The unsettling revelation? Human actions are shifting this balance

The delicate balance between nitrogen (N) and phosphorus (P) in our environment, known as the N:P ratio, has long been understood in the context of nature and food. But a new study suggests that this balance might have far-reaching impacts on our health, influencing everything from the rise of certain cancers to the spread of infectious diseases like malaria and Zika.

Research Finds Water Quality in Gulf of Mexico Improves When Adding Social Costs to Carbon Emissions

Research led by the University of New Hampshire took a closer look at what would happen to agriculture if there was an extra cost, or so-called social cost, added to fossil fuels, which are essential for making fertilizer used in farming.

Zapping municipal waste helps recover valuable phosphorus fertilizer

One of humankind’s most precious fertilizers is slipping away. Phosphorus, which today comes mostly from nonrenewable reserves of phosphate rock, typically winds up in municipal waste streams. In the best cases, wastewater treatment plants sequester about 90% of that phosphorus in “sludge” and decompose that sludge into something known as digestate.

How much nitrogen does corn get from fertilizer? Less than farmers think

Corn growers seeking to increase the amount of nitrogen taken up by their crop can adjust many aspects of fertilizer application, but recent studies from the University of Illinois Urbana-Champaign show those tweaks don’t do much to improve uptake efficiency from fertilizer. That’s because, the studies show, corn takes up the majority of its nitrogen – about 67% on average – from sources occurring naturally in soil, not from fertilizer.

Agricultural decarbonization gets new emphasis at ORNL

Finding a way to reduce metric tons of carbon dioxide while sustaining food products to feed the country and the world is becoming an area of increased focus in national decarbonization efforts and is attracting increased attention at Oak Ridge National Laboratory.

Combining sunlight and wastewater nitrate to make the world’s No. 2 chemical

Engineers at the University of Illinois Chicago have created a solar-powered electrochemical reaction that not only uses wastewater to make ammonia — the second most-produced chemical in the world — but also achieves a solar-to-fuel efficiency that is 10 times better than any other comparable technology.

New test measures corn nitrogen needs with greater accuracy

A recently published study analyzed a combination of soil tests to gauge corn nitrogen needs more accurately than the standard chemical tests that have been in use for roughly 50 years. The research could result in economic benefits to farmers and improved environmental quality.

Continuous soil fertility monitor could benefit agriculture

The ever-increasing price of fertilizers and environmental concerns about nutrient runoff make development of a rugged continuous electronic monitoring device to detect soil fertility a possible boon to agriculture in the United States and the United Kingdom (UK).

In Cuba, Cleaner Rivers Follow Greener Farming

For the first time in more than 50 years, a joint team of Cuban and U.S. field scientists studied the water quality of twenty-five Cuban rivers and found little damage after centuries of sugarcane production. They also found nutrient pollution in Cuba’s rivers much lower than the Mississippi River. Cuba’s shift to conservation agriculture after the collapse of the Soviet Union—and reduced use of fertilizers on cropland—may be a primary cause.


## PROBLEM DETAILS
Each line of the listing that includes "plot" should be reported.

++++++

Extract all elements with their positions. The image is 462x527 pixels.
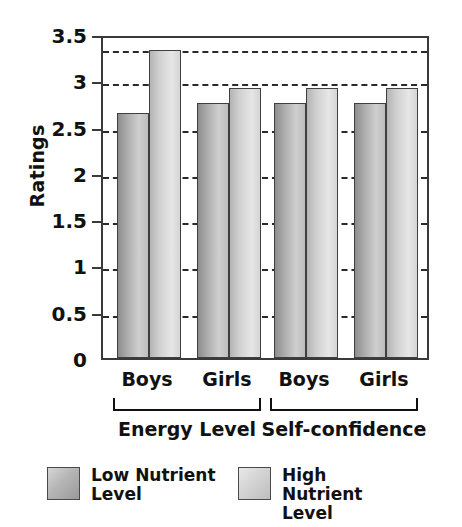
x-axis-label: Girls	[183, 368, 271, 390]
bar-high	[306, 88, 338, 358]
bar-shadow	[279, 99, 309, 352]
y-axis-tick-mark	[92, 129, 101, 131]
x-axis-label: Boys	[103, 368, 191, 390]
y-axis-tick-mark	[92, 36, 101, 38]
y-axis-tick-label: 3	[27, 72, 87, 92]
chart-legend: Low Nutrient LevelHigh Nutrient Level	[0, 466, 462, 524]
y-axis-tick-mark	[92, 267, 101, 269]
bar-shadow	[359, 99, 389, 352]
y-axis-tick-mark	[92, 175, 101, 177]
legend-label: High Nutrient Level	[282, 466, 412, 523]
bar-low	[197, 103, 229, 358]
y-axis-tick-mark	[92, 221, 101, 223]
x-axis-label: Boys	[260, 368, 348, 390]
plot-area	[101, 36, 429, 360]
bar-high	[386, 88, 418, 358]
y-axis-tick-label: 2	[27, 165, 87, 185]
legend-swatch-high	[238, 467, 271, 500]
bar-low	[117, 113, 149, 358]
bar-shadow	[391, 84, 421, 352]
y-axis-tick-label: 0	[27, 350, 87, 370]
bar-low	[274, 103, 306, 358]
bar-shadow	[154, 46, 184, 352]
legend-item[interactable]: High Nutrient Level	[238, 466, 412, 523]
bar-high	[229, 88, 261, 358]
bar-shadow	[311, 84, 341, 352]
group-bracket	[270, 398, 418, 411]
y-axis-tick-label: 2.5	[27, 119, 87, 139]
bar-chart-figure: Ratings 3.532.521.510.50 BoysGirlsBoysGi…	[0, 0, 462, 527]
x-axis-label: Girls	[340, 368, 428, 390]
bar-shadow	[234, 84, 264, 352]
legend-swatch-low	[47, 467, 80, 500]
bar-shadow	[122, 109, 152, 352]
y-axis-tick-label: 1.5	[27, 211, 87, 231]
bar-shadow	[202, 99, 232, 352]
bar-low	[354, 103, 386, 358]
bar-high	[149, 50, 181, 358]
y-axis-tick-label: 0.5	[27, 304, 87, 324]
y-axis-tick-mark	[92, 314, 101, 316]
group-bracket	[113, 398, 261, 411]
legend-item[interactable]: Low Nutrient Level	[47, 466, 221, 504]
y-axis-tick-label: 1	[27, 257, 87, 277]
legend-label: Low Nutrient Level	[91, 466, 221, 504]
plot-inner	[103, 38, 427, 358]
y-axis-tick-mark	[92, 82, 101, 84]
group-label: Self-confidence	[245, 418, 443, 440]
y-axis-tick-label: 3.5	[27, 26, 87, 46]
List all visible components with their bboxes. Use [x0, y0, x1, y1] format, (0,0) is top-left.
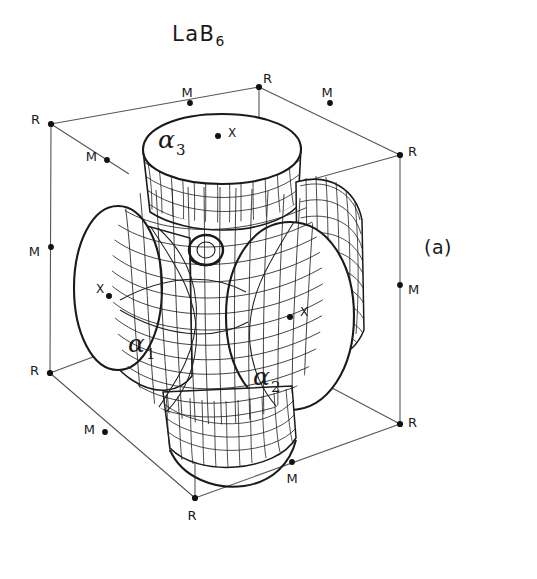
symmetry-point-label: M: [408, 282, 419, 297]
symmetry-point-dot: [47, 370, 53, 376]
symmetry-point-label: M: [321, 85, 332, 100]
symmetry-point-label: R: [408, 144, 417, 159]
symmetry-point-dot: [104, 157, 110, 163]
symmetry-point-dot: [48, 244, 54, 250]
symmetry-point-r: R: [397, 144, 417, 159]
symmetry-point-label: M: [84, 422, 95, 437]
sheet-label-symbol: α: [253, 362, 270, 391]
fermi-surface-figure: LaB6 (a): [0, 0, 537, 579]
symmetry-point-m: M: [321, 85, 333, 106]
symmetry-point-label: M: [86, 149, 97, 164]
symmetry-point-m: M: [181, 85, 193, 106]
symmetry-point-label: X: [228, 126, 236, 140]
sheet-label-symbol: α: [158, 125, 175, 154]
sheet-label-subscript: 1: [146, 345, 156, 363]
symmetry-point-label: M: [181, 85, 192, 100]
symmetry-point-dot: [397, 152, 403, 158]
symmetry-point-label: R: [263, 71, 272, 86]
symmetry-point-dot: [397, 421, 403, 427]
symmetry-point-label: R: [408, 415, 417, 430]
symmetry-point-dot: [256, 84, 262, 90]
symmetry-point-m: M: [286, 459, 297, 485]
symmetry-point-dot: [327, 100, 333, 106]
symmetry-point-dot: [215, 133, 221, 139]
fermi-surface-drawing: RRRRRR MMMMMMM XXX α1α2α3: [0, 0, 537, 579]
symmetry-point-dot: [102, 429, 108, 435]
symmetry-point-dot: [289, 459, 295, 465]
symmetry-point-label: X: [96, 282, 104, 296]
symmetry-point-label: M: [29, 244, 40, 259]
symmetry-point-label: R: [187, 508, 196, 523]
symmetry-point-label: R: [31, 112, 40, 127]
symmetry-point-dot: [187, 100, 193, 106]
sheet-label-subscript: 3: [176, 141, 186, 159]
symmetry-point-r: R: [256, 71, 272, 91]
symmetry-point-dot: [106, 293, 112, 299]
symmetry-point-r: R: [31, 112, 54, 128]
symmetry-point-dot: [287, 314, 293, 320]
symmetry-point-m: M: [86, 149, 110, 164]
neck-bottom-fill: [163, 386, 296, 467]
symmetry-point-dot: [192, 495, 198, 501]
symmetry-point-label: M: [286, 471, 297, 486]
symmetry-point-r: R: [187, 495, 198, 523]
symmetry-point-m: M: [84, 422, 108, 437]
symmetry-point-label: X: [300, 305, 308, 319]
symmetry-point-label: R: [30, 363, 39, 378]
sheet-label-subscript: 2: [271, 378, 281, 396]
symmetry-point-dot: [48, 121, 54, 127]
sheet-label-symbol: α: [128, 329, 145, 358]
symmetry-point-dot: [397, 282, 403, 288]
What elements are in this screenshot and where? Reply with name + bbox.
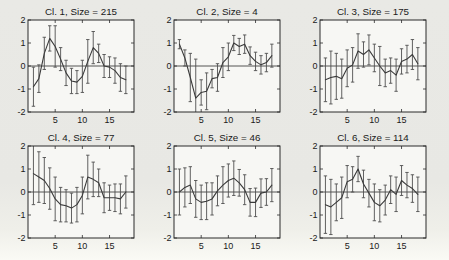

++++++

## EXERCISE ANSWER
plot-area	[101, 36, 429, 360]
plot-inner	[103, 38, 427, 358]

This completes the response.